When Joyce Larson (formerly Igarashi, from Kaneohe) and others who once lived in Hawaii attended a golf tournament in California recently, “I bet we were the only people on the golf course eating Spam musubi, mochiko chicken and kim chi — with chopsticks! Eating local food makes us feel less homesick,” she said.

Some former residents stubbornly cling to Hawaii ways even when it might seem irrational.

“I try to defy the winter by wearing my T-shirts, shorts and slippers for as long as I can — sometimes through mid-December,” says former Honolulu resident Michael Miyamoto, who lives in Boston.

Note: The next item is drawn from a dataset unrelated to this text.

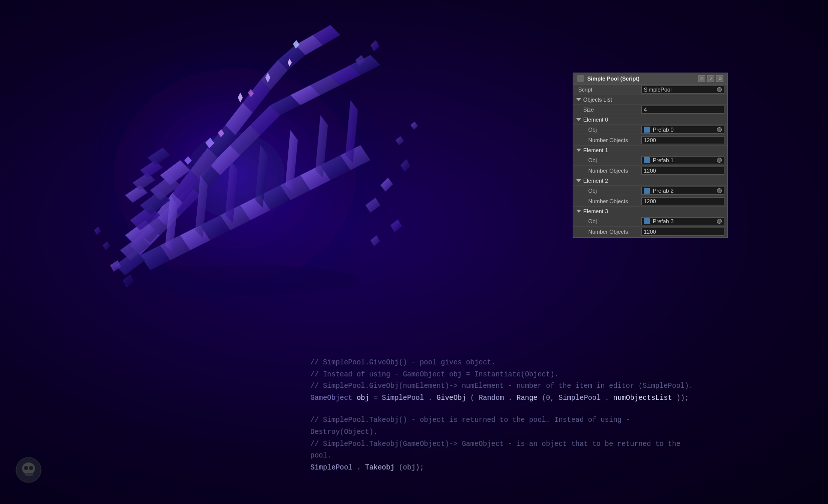 The width and height of the screenshot is (828, 504). What do you see at coordinates (683, 90) in the screenshot?
I see `script-value-box: SimplePool` at bounding box center [683, 90].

During one heavy snowfall two years ago, he instructed his Maine-bred wife to run the camcorder while he dashed outdoors in his Hawaii-style garb, jumping around in the snowdrifts until he was “satisfied that the event had been adequately recorded, and Old Man Winter had taken notice of my little protest.”

His wife said, “I can’t believe you did that.”

“People in Hawaii are tough,” he said. “People from Maine wouldn’t do something like that.”

“That’s because people from Maine aren’t that stupid,” she retorted.

Two days later, suffering in bed with a cold, he began to see her point.

Felt need to maintain the spirit

For some removed residents, keeping Hawaii ways is not simply fun, but a need, a matter of feeding the soul.

Miyamoto says popping Sistah Robi and Keali‘i Reichel tapes into his car deck warms his heart during icy, lonely, dead-of-night drives to the Massachusetts General Hospital, where he’s a doctor.

San Francisco resident Myles Ibara, 35, formerly of Kaneohe, said that longing in his gut for the Islands was the reason he opened The Hawaii Store in 1995. The shelves are stocked with Hawaii art, music, clothing, and munchies ranging from li hing mui to laulau.

“I was missing home so much and knew that there were many others who felt the same way,” Ibara said. “I envisioned a place where people could get the things they missed from home, where locals could bust out the pidgin and talk story . . . where transplants could bring their guitars and ukuleles, sing Hawaiian songs and reminisce about the Islands.”

Whitman College student Jennifer Kimura, 20, said she almost melted into tears the first time she realized the McDonald’s near campus didn’t carry saimin and fruit punch.

But fellow homesick kamaaina wandering the Walla Walla, Wash., campus were easy to spot, she said; they “wore their rubbah slippahs and surf shorts well into fall, carried HIC backpacks and occasionally used the words ‘pau’ and ‘da kine’ in speech to others, who gave them a confused look.”

The expatriates joined the campus Hawaii club and consoled themselves with “loco moco nights” and “Hawaiian craft study breaks” where they made paper leis and raffia bracelets. They organized forums on multiculturalism and took hula from Kamehameha Schools graduates. “We’d gather in the dorm lounge for midnight kanikapila, hoard the pineapple rings at food service, and make shave ice out of snow and Malolo syrup together,” Kimura said.

Though the club was poor and small, members mustered the labor and funds to sponsor the annual luau. The climax was watching 200 people, many clothed in Hawaiian dress, show up to talk story and kau kau. Kimura cried when they joined hands at the close to sing “Hawaii Aloha.”

“The aloha spirit, I realized, is not limited to the Aloha State,” she said, “but has wings to fly anywhere in the world — even small-town Walla Walla."